FilmScene and Iowa City Pride promote pride all year with LGBTQ films
FilmScene, in partnership with Iowa City Pride, has monthly screenings of LGBTQ films throughout the year.
June 12, 2019
FilmScene is promoting acceptance and positive visibility of the LGBTQ community with films showcasing queer stories and queer creators year-round, not just during Pride Month.
FilmScene programming director Rebecca Fons said the cinema’s initial goal was centered on creating a balanced mix of intersectional stories. The theater accomplishes this by regularly screening films created by and about people who are typically underrepresented in mainstream media.
FilmScene began screenings in collaboration with Iowa City Pride in early 2018, showing at minimum one queer film every month.
“I think our series Pride at FilmScene provides an example about reaching out to the community,” Fons said. “If you work with groups in the community, such as Iowa City Pride, they will communicate to you what they want. They came to us and said they really wanted something that is year-round, inclusive, and not just convenient but infused into FilmScene’s programming.”
IC Pride is grateful for the partnership with one of Iowa City’s most popular arts organizations, said Christine Hawes, the community outreach and publicity chair for the IC Pride Board.
“This partnership was one of the first things we did to expand the efforts of Iowa City Pride to be more than a once-a-year festival,” Hawes said. “It was part of an overall effort to build in some year-round events that Pride could organize to help people connect and network with each other.”
RELATED: FilmScene strives for inclusivity by offering captioning program
Screenings centered on those not frequently given the spotlight also extend into the student body with the help of the Bijou Film Board. The student-run organization contributes to FilmScene programming as well as hosting its own film-series events. Last year, Bijou hosted a student film festival, Arts Amplified, to showcase art from minority voices.
“While contemporary mainstream film is continually becoming more inclusive of queer identities, and this is great, there is an expansive world of queer film that is elusive to a casual movie-goer because they only play in smaller theaters, like FilmScene,” Bijou Executive Director Molly Bagnall said in an email to The Daily Iowan.
This year’s Pride celebrations come with added significance. It has been 50 years since the police raid at Stonewall in June 1969, a landmark event that invigorated the fight for LGBTQ+ rights in the U.S.
To commemorate the 50th anniversary, FilmScene showed the documentary Stonewall Uprising as part of Pride Week events. The screening featured a performance by the Quire of Eastern Iowa, a nonprofit chorus for gay, lesbian, bisexual, and transgender people. The group will also kick off the live performances for Pride on June 15.
FilmScene will soon have a second location in the Chauncey Tower, set to open in late summer or early fall. Fons said the additional screens will be beneficial in continuing and expanding FilmScene’s partnership with IC Pride with more flexibility to move the Pride screenings from its current Monday night slot to a more high-traffic time. In addition to a more prominent screening time, Hawes had some plans for the partnership.
“One of our goals is to pair each Pride at FilmScene showing with a community group,” Hawes said. “The group would pick the film and hold a reception beforehand so that it becomes a real community networking experience.”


▶ **Exercise aim**
For this task, retype the records below exactly.

▶ **Data shown**
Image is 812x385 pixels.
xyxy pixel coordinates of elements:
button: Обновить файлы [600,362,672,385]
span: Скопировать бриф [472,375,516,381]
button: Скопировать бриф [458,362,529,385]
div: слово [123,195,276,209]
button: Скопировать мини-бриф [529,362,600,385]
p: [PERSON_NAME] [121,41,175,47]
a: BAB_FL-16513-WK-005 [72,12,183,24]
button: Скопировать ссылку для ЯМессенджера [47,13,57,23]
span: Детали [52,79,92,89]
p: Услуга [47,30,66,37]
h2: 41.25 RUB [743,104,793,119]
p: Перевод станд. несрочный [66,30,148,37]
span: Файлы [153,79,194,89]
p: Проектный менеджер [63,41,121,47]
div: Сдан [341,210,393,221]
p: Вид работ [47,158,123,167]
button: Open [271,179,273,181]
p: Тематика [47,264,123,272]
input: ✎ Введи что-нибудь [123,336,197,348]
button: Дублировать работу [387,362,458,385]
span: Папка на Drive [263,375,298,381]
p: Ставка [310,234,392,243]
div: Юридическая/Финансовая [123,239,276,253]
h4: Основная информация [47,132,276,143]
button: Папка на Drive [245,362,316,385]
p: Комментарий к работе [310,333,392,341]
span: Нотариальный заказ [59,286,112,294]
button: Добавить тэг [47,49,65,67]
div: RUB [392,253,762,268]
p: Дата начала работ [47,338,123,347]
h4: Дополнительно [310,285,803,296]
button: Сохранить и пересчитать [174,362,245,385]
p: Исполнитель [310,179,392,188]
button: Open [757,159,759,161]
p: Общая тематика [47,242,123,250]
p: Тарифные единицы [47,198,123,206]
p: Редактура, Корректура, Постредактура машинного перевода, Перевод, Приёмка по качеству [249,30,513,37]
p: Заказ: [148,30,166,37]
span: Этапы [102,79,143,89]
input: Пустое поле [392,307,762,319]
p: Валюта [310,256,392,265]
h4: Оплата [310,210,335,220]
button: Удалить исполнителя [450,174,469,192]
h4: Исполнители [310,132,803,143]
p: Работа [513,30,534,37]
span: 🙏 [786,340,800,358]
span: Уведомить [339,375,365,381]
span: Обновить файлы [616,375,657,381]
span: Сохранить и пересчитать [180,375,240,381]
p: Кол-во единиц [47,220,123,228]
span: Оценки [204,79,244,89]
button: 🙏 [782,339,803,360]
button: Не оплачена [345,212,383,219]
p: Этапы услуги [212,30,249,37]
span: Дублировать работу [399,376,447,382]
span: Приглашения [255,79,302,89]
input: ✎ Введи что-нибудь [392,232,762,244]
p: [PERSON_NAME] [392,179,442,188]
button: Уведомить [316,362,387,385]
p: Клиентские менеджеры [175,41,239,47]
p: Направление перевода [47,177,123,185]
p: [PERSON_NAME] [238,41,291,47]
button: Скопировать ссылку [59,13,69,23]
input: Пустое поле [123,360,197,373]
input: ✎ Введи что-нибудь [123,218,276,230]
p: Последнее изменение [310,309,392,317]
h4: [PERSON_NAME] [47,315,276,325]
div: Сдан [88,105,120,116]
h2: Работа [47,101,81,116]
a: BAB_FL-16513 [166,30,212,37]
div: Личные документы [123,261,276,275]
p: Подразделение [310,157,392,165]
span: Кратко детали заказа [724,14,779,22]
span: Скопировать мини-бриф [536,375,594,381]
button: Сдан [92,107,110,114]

▶ **Finished exercise**
Image is 812x385 pixels.
xyxy pixel coordinates of elements:
button: Обновить файлы [600,362,672,385]
span: Скопировать бриф [472,375,516,381]
button: Скопировать бриф [458,362,529,385]
div: слово [123,195,276,209]
button: Скопировать мини-бриф [529,362,600,385]
p: [PERSON_NAME] [121,41,175,47]
a: BAB_FL-16513-WK-005 [72,12,183,24]
button: Скопировать ссылку для ЯМессенджера [47,13,57,23]
span: Детали [52,79,92,89]
p: Услуга [47,30,66,37]
h2: 41.25 RUB [743,104,793,119]
p: Перевод станд. несрочный [66,30,148,37]
span: Файлы [153,79,194,89]
p: Проектный менеджер [63,41,121,47]
div: Сдан [341,210,393,221]
p: Вид работ [47,158,123,167]
button: Open [271,179,273,181]
p: Тематика [47,264,123,272]
input: ✎ Введи что-нибудь [123,336,197,348]
button: Дублировать работу [387,362,458,385]
span: Папка на Drive [263,375,298,381]
p: Ставка [310,234,392,243]
div: Юридическая/Финансовая [123,239,276,253]
h4: Основная информация [47,132,276,143]
button: Папка на Drive [245,362,316,385]
p: Комментарий к работе [310,333,392,341]
span: Нотариальный заказ [59,286,112,294]
button: Добавить тэг [47,49,65,67]
div: RUB [392,253,762,268]
p: Дата начала работ [47,338,123,347]
h4: Дополнительно [310,285,803,296]
button: Сохранить и пересчитать [174,362,245,385]
p: Исполнитель [310,179,392,188]
button: Open [757,159,759,161]
p: Общая тематика [47,242,123,250]
p: Тарифные единицы [47,198,123,206]
p: Редактура, Корректура, Постредактура машинного перевода, Перевод, Приёмка по качеству [249,30,513,37]
p: Заказ: [148,30,166,37]
span: Этапы [102,79,143,89]
input: Пустое поле [392,307,762,319]
p: Валюта [310,256,392,265]
h4: Оплата [310,210,335,220]
button: Удалить исполнителя [450,174,469,192]
h4: Исполнители [310,132,803,143]
p: Работа [513,30,534,37]
span: 🙏 [786,340,800,358]
span: Уведомить [339,375,365,381]
span: Обновить файлы [616,375,657,381]
span: Сохранить и пересчитать [180,375,240,381]
p: Кол-во единиц [47,220,123,228]
span: Оценки [204,79,244,89]
button: 🙏 [782,339,803,360]
button: Не оплачена [345,212,383,219]
p: Этапы услуги [212,30,249,37]
span: Дублировать работу [399,376,447,382]
span: Приглашения [255,79,302,89]
input: ✎ Введи что-нибудь [392,232,762,244]
p: [PERSON_NAME] [392,179,442,188]
button: Уведомить [316,362,387,385]
p: Клиентские менеджеры [175,41,239,47]
p: Направление перевода [47,177,123,185]
p: [PERSON_NAME] [238,41,291,47]
button: Скопировать ссылку [59,13,69,23]
input: Пустое поле [123,360,197,373]
input: ✎ Введи что-нибудь [123,218,276,230]
p: Последнее изменение [310,309,392,317]
h4: [PERSON_NAME] [47,315,276,325]
div: Сдан [88,105,120,116]
h2: Работа [47,101,81,116]
a: BAB_FL-16513 [166,30,212,37]
div: Личные документы [123,261,276,275]
p: Подразделение [310,157,392,165]
span: Кратко детали заказа [724,14,779,22]
span: Скопировать мини-бриф [536,375,594,381]
button: Сдан [92,107,110,114]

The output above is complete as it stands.